Fancy People Want Good Clothes Too
Twice this week I heard applause at a fashion show like I haven’t heard in years.
The message in both cases was clear: The people want good clothes. They’re craving them. For too long they’ve been getting something else — something flashy and shallow like a cheap lure glistening near the surface of a cloudy pond. Eventually even the dumbest fish get wise and stop biting.
The first startling applause I heard this week occurred at the finale of the Dries Van Noten show, recently appointed creative director Julian Klausner’s second collection but first runway, set to an edited outtake version of Lou Reed’s “Perfect Day.” The track edged up to the song’s glorious chorus but refused to deliver. It finally hit in the show’s last moments — an intense relief bordering on ecstasy.

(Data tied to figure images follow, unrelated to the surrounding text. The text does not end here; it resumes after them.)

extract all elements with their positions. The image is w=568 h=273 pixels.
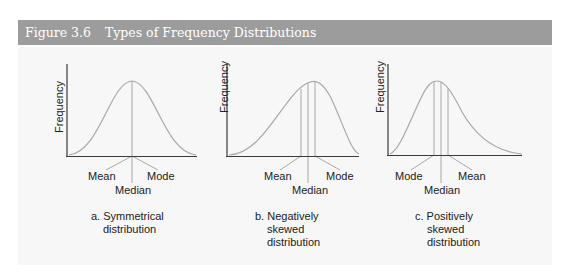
label-mean-b: Mean xyxy=(264,170,292,182)
y-axis-label-a: Frequency xyxy=(53,81,65,133)
caption-b: b. Negatively skewed distribution xyxy=(255,210,320,249)
label-mode-c: Mode xyxy=(395,170,423,182)
caption-c-line2: skewed xyxy=(415,223,480,236)
chart-negatively-skewed xyxy=(226,64,359,183)
caption-c-line3: distribution xyxy=(415,236,480,249)
caption-b-line3: distribution xyxy=(255,236,320,249)
caption-c: c. Positively skewed distribution xyxy=(415,210,480,249)
y-axis-label-c: Frequency xyxy=(374,61,386,113)
label-median-b: Median xyxy=(292,184,328,196)
label-mode-b: Mode xyxy=(326,170,354,182)
caption-a: a. Symmetrical distribution xyxy=(91,210,164,236)
chart-symmetrical xyxy=(66,64,197,183)
label-median-c: Median xyxy=(424,184,460,196)
label-mean-a: Mean xyxy=(88,170,116,182)
caption-a-line2: distribution xyxy=(91,223,164,236)
chart-positively-skewed xyxy=(387,64,522,183)
label-mode-a: Mode xyxy=(147,170,175,182)
caption-c-line1: c. Positively xyxy=(415,210,473,222)
caption-b-line1: b. Negatively xyxy=(255,210,319,222)
caption-a-line1: a. Symmetrical xyxy=(91,210,164,222)
label-median-a: Median xyxy=(115,184,151,196)
label-mean-c: Mean xyxy=(458,170,486,182)
caption-b-line2: skewed xyxy=(255,223,320,236)
y-axis-label-b: Frequency xyxy=(218,61,230,113)
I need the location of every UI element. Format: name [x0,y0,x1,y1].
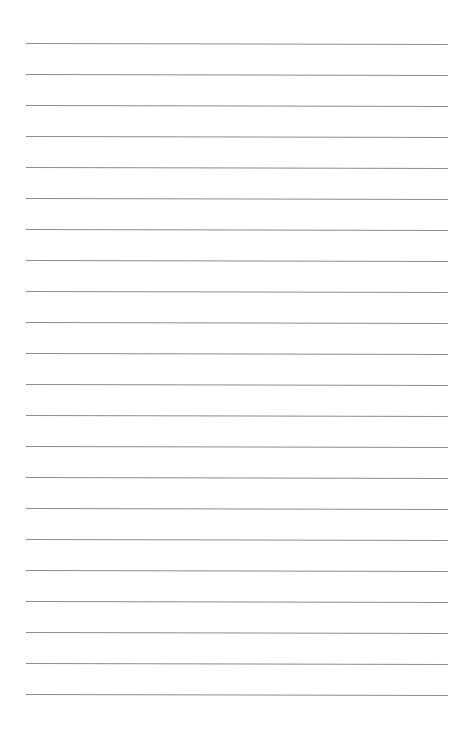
ruled-line [26,694,448,696]
ruled-line [26,570,448,572]
ruled-line [26,167,448,169]
ruled-line [26,508,448,510]
ruled-line [26,477,448,479]
ruled-line [26,260,448,262]
ruled-line [26,353,448,355]
ruled-line [26,136,448,138]
lined-page [0,0,456,738]
ruled-line [26,663,448,665]
ruled-line [26,322,448,324]
ruled-line [26,198,448,200]
ruled-line [26,43,448,45]
ruled-line [26,384,448,386]
ruled-line [26,601,448,603]
ruled-line [26,105,448,107]
ruled-line [26,291,448,293]
ruled-line [26,632,448,634]
ruled-line [26,74,448,76]
ruled-line [26,415,448,417]
ruled-line [26,539,448,541]
ruled-line [26,229,448,231]
ruled-line [26,446,448,448]
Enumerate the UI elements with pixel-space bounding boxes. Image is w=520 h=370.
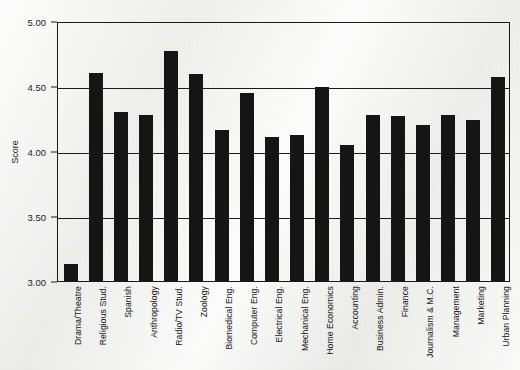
y-tick-label: 5.00	[28, 17, 47, 28]
bar	[240, 93, 254, 282]
x-tick-label: Journalism & M.C.	[425, 286, 435, 358]
bar	[315, 87, 329, 281]
x-tick-label: Computer Eng.	[249, 286, 259, 345]
x-axis-labels: Drama/TheatreReligious Stud.SpanishAnthr…	[57, 286, 510, 370]
bar	[416, 125, 430, 281]
x-tick-label: Business Admin.	[375, 286, 385, 351]
x-tick-label: Zoology	[199, 286, 209, 317]
bar	[164, 51, 178, 281]
y-axis-ticks: 5.004.504.003.503.00	[0, 0, 57, 370]
x-tick-label: Home Economics	[325, 286, 335, 355]
x-tick-label: Electrical Eng.	[274, 286, 284, 342]
bar	[366, 115, 380, 281]
bar-series	[58, 23, 509, 281]
x-tick-label: Radio/TV Stud.	[174, 286, 184, 346]
y-tick-label: 4.00	[28, 147, 47, 158]
x-tick-label: Spanish	[123, 286, 133, 318]
x-tick-label: Accounting	[350, 286, 360, 330]
x-tick-label: Mechanical Eng.	[300, 286, 310, 351]
bar	[466, 120, 480, 281]
x-tick-label: Urban Planning	[501, 286, 511, 347]
bar	[189, 74, 203, 281]
bar	[491, 77, 505, 281]
bar	[215, 130, 229, 281]
bar	[114, 112, 128, 281]
x-tick-label: Marketing	[476, 286, 486, 325]
y-tick-label: 3.00	[28, 277, 47, 288]
bar	[265, 137, 279, 281]
x-tick-label: Religious Stud.	[98, 286, 108, 345]
bar	[391, 116, 405, 281]
bar	[139, 115, 153, 281]
bar	[441, 115, 455, 281]
chart-figure: Score 5.004.504.003.503.00 Drama/Theatre…	[0, 0, 520, 370]
y-tick-label: 3.50	[28, 212, 47, 223]
bar	[89, 73, 103, 281]
x-tick-label: Drama/Theatre	[73, 286, 83, 345]
plot-area	[57, 22, 510, 282]
x-tick-label: Management	[451, 286, 461, 337]
x-tick-label: Biomedical Eng.	[224, 286, 234, 350]
bar	[340, 145, 354, 282]
x-tick-label: Anthropology	[149, 286, 159, 338]
y-tick-label: 4.50	[28, 82, 47, 93]
x-tick-label: Finance	[400, 286, 410, 317]
bar	[64, 264, 78, 281]
bar	[290, 135, 304, 281]
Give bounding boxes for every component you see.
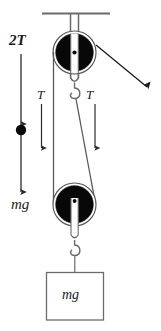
upper-hook-curve [70,88,79,99]
upper-pulley-axle [72,50,76,54]
pulley-diagram: 2T T T mg mg [0,0,161,331]
label-tension-right: T [86,88,93,101]
lower-pulley-axle [73,199,77,203]
center-of-mass-dot [16,125,26,135]
label-weight-force: mg [11,197,29,212]
label-tension-left: T [37,88,44,101]
upper-pulley-wheel [53,31,96,78]
diagram-canvas [0,0,161,331]
strap-clevis [71,78,79,81]
label-net-tension: 2T [9,33,26,48]
lower-strap-overlay [71,198,78,235]
applied-force-arrow [96,45,147,87]
lower-hook-curve [71,245,80,256]
lower-strap-clevis [71,235,78,238]
pull-arrow-line [96,45,147,87]
tension-arrows [42,104,96,148]
rope-system [54,52,96,204]
lower-pulley-wheel [53,183,96,238]
label-block-weight: mg [62,288,79,302]
force-axis [16,54,26,192]
upper-hook [70,83,79,99]
lower-hook [71,240,80,272]
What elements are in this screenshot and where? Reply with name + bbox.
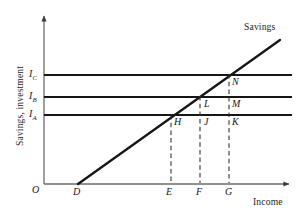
- x-tick-label-g: G: [225, 187, 232, 197]
- x-tick-label-e: E: [166, 187, 172, 197]
- origin-label: O: [32, 185, 39, 195]
- y-tick-label-ic: IC: [29, 69, 37, 82]
- point-label-n: N: [232, 77, 239, 87]
- y-tick-sub-ia: A: [32, 114, 36, 121]
- savings-investment-diagram: Savings, investment Income Savings O IC …: [0, 0, 307, 215]
- savings-curve: [78, 40, 280, 184]
- x-tick-label-d: D: [73, 187, 80, 197]
- point-label-k: K: [232, 117, 239, 127]
- point-label-j: J: [204, 117, 209, 127]
- y-tick-sub-ic: C: [32, 74, 37, 81]
- y-axis-title: Savings, investment: [14, 66, 25, 146]
- x-axis-title: Income: [253, 196, 283, 207]
- point-label-m: M: [232, 99, 240, 109]
- y-tick-sub-ib: B: [32, 96, 36, 103]
- point-label-l: L: [204, 99, 210, 109]
- y-tick-label-ib: IB: [29, 91, 37, 104]
- point-label-h: H: [174, 117, 181, 127]
- x-tick-label-f: F: [196, 187, 202, 197]
- y-tick-label-ia: IA: [29, 109, 37, 122]
- savings-curve-label: Savings: [244, 21, 275, 32]
- diagram-canvas: [0, 0, 307, 215]
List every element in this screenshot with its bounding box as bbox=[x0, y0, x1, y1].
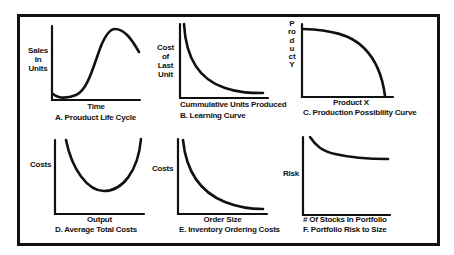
panel-a-title: A. Prouduct Life Cycle bbox=[55, 113, 136, 122]
panel-a-xlabel: Time bbox=[52, 102, 140, 111]
production-possibility-curve bbox=[303, 29, 385, 96]
panel-a-ylabel: Sales In Units bbox=[24, 46, 52, 73]
portfolio-risk-curve bbox=[310, 137, 388, 159]
ylabel-line: Units bbox=[24, 64, 52, 73]
panel-f-xlabel: # Of Stocks In Portfolio bbox=[303, 215, 387, 224]
ylabel-line: In bbox=[24, 55, 52, 64]
product-life-cycle-curve bbox=[53, 29, 139, 98]
panel-e-title: E. Inventory Ordering Costs bbox=[179, 225, 280, 234]
average-total-costs-curve bbox=[66, 139, 141, 191]
panel-e-xlabel: Order Size bbox=[178, 215, 267, 224]
panel-f-ylabel: Risk bbox=[283, 169, 299, 178]
panel-b-title: B. Learning Curve bbox=[180, 111, 246, 120]
ylabel-line: Sales bbox=[24, 46, 52, 55]
ylabel-line: of bbox=[153, 52, 178, 61]
panel-f-axes bbox=[303, 137, 390, 215]
panel-c-title: C. Production Possibility Curve bbox=[303, 108, 416, 117]
panel-d-ylabel: Costs bbox=[30, 160, 51, 169]
ylabel-line: Unit bbox=[153, 70, 178, 79]
panel-d-title: D. Average Total Costs bbox=[55, 225, 137, 234]
ylabel-line: Cost bbox=[153, 43, 178, 52]
panel-c-xlabel: Product X bbox=[333, 98, 369, 107]
panel-b-xlabel: Cummulative Units Produced bbox=[180, 100, 286, 109]
panel-f-title: F. Portfolio Risk to Size bbox=[303, 225, 386, 234]
ylabel-line: Last bbox=[153, 61, 178, 70]
panel-d-xlabel: Output bbox=[55, 215, 144, 224]
panel-c-ylabel: Product Y bbox=[288, 20, 296, 100]
learning-curve bbox=[184, 24, 263, 93]
inventory-ordering-costs-curve bbox=[183, 140, 263, 209]
panel-e-ylabel: Costs bbox=[152, 164, 173, 173]
panel-e-axes bbox=[178, 139, 267, 214]
panel-c-axes bbox=[302, 24, 393, 97]
panel-b-ylabel: Cost of Last Unit bbox=[153, 43, 178, 79]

But actually I think it was the clothes, which were both safe and commercial, opulent and bold in all the right ways. Honestly, until Klausner came out for his bow, I didn’t know the demure Paris fashion week crowd was capable of such unabashed enthusiasm.
To be fair, they haven’t had much to cheer for in a few years. But with this collection, everybody won. The buyers had good clothes to sell, the press had good clothes to write about, and the dedicated fans of Dries Van Noten, who retired last year, had a clear vision of how the beloved designer’s legacy would carry forward. And they all loved it. You could feel desire being generated in the room with each passing look. In the end, it felt like people were cheering not just for nice clothes and the promise of strong business, but for the future of fashion itself.
If the applause at Dries surprised me, the standing ovation that came at the end of the Dior almost knocked me off my small wooden box. I stood, too, mostly to see who Jonathan Anderson would kiss first: LVMH boss Bernard Arnault or his seatmate, Rihanna. (I couldn’t get a good view, but it was probably both.) This was Anderson’s first show since being appointed creative director of Dior earlier this year. I don’t think anyone doubted the North Irish designer’s ability to deliver a strong first collection for the crown jewel of French fashion, but he seems to have exceeded even these high expectations.
Once again, the clothes were as intelligent and considered as they were easily consumable. The jeans were a respectable homage to the legendary pairs Hedi Slimane designed when he led Dior Homme 25 years ago, and the footwear was squarely in line with what guys want to buy now: candy-color suede Carvet-style slippers, fisherman sandals, and an expensive-looking Vans Era mimic. There were also velvet tailcoats, vampire collars, ankle-length shirts, and cargo shorts that fit like a set of heavy window curtains. But it was cool, the vibe was right, it didn’t scream in your face. There were no gaudy logos or fuck-you $100,000 shirts. If big-spending guys with good taste in clothes have been fleeing luxury houses for the past couple of years in search of something with a bit of integrity, then it will be a warm welcome back at Anderson’s house.
Dries and Dior weren’t the only places I saw good clothes being peddled in Paris this week. Either by necessity or by gut feeling, designers are finding ways to make great stuff that people want to wear. Even Pharrell’s latest collection for Louis Vuitton felt down-to-earth in a way we haven’t seen since he took the creative lead on men’s there.
What feels new is that it isn’t just the smaller and independent designers taking this direction; it’s the big dogs, too. What I observed last season in Paris happening in the thriving niches of fashion is beginning to permeate the industry. We’re not in the era of sensationalism and stunt any longer. We’re in the good clothes era now. Cheer for that.